While other programs may offer some sort of comparison of scripture traditions, they generally privilege textual study. CCS is a departure from this business-as-usual approach to scripture. Instead of confining scripture to a material object handed down from generation to generation, the program foregrounds the political, social-psychological, and cultural dynamics involved in meaning-making and identity formation as they occur over time and space. In these situations, the text itself is not the focus; rather, the focus is on the interpretive matrix that enables group construction around a shared meaning. Scripture, therefore, is treated as both subject and verb, something not only created, but also an activity in which people engage.

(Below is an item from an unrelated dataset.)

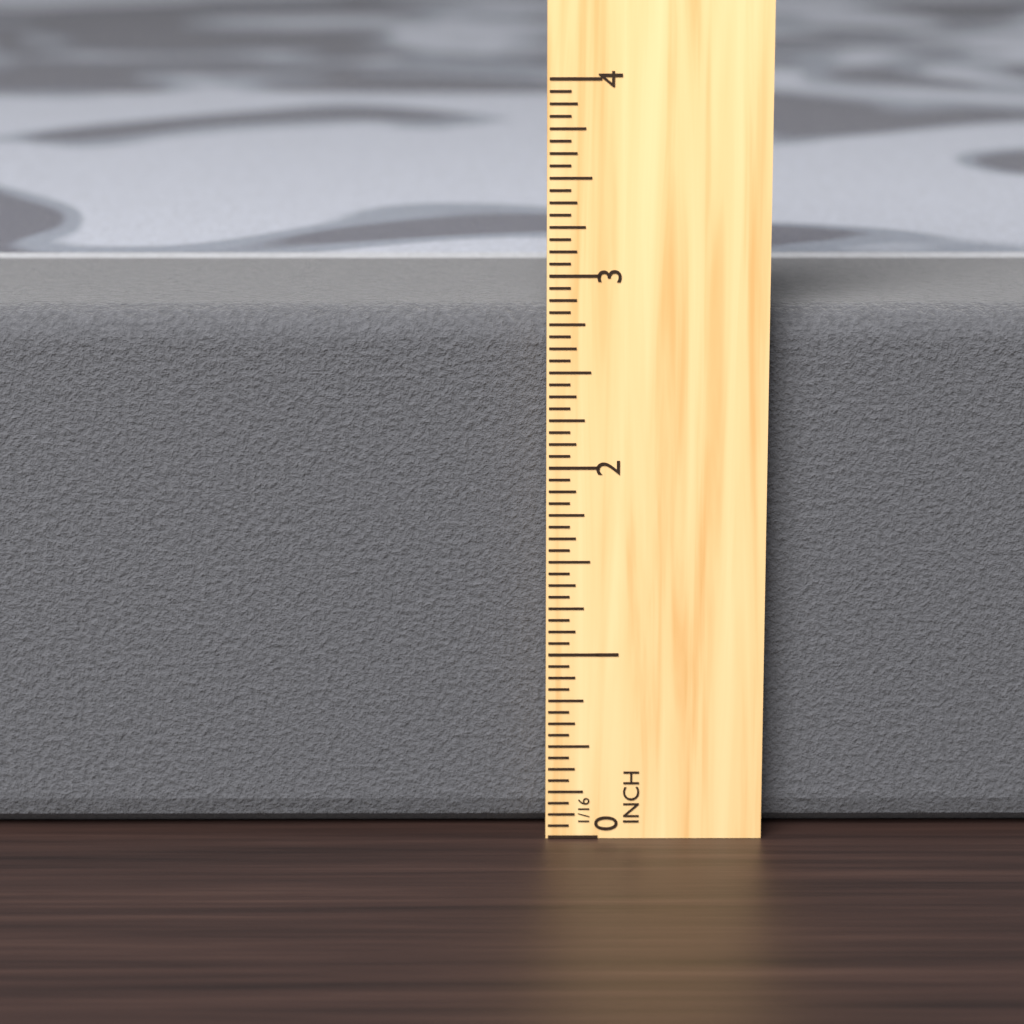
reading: 2.8125 in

"The focus of this new program is placed ultimately not on historical criticism, but critical histories--the histories and phenomenology of religions and cultures, in complex relationships to texts, but also in relationships to other media understood as sacred," said Vincent L. Wimbush, Professor of Religion at CGU and Director of the Institute for Signifying Scriptures, whose mission and research initiatives inspired and will complement this new program. The program invites students to explore the many creative ways human beings invent, engage, and represent 'scriptures.' It embodies CGU’s dedication to a truly ‘transdisciplinary’ model and encourages students to incorporate the methods and approaches of a variety of disciplines.
The program is flexible and more inclusive: students will be able to engage in critical and comparative research on a wide range of cultural practices and expressions, certainly of the major “world” traditions, but now within the framework of this new program, including also those practices and expressions of formations that have historically been rendered analytically invisible.
Students are encouaged to apply or find out more information here.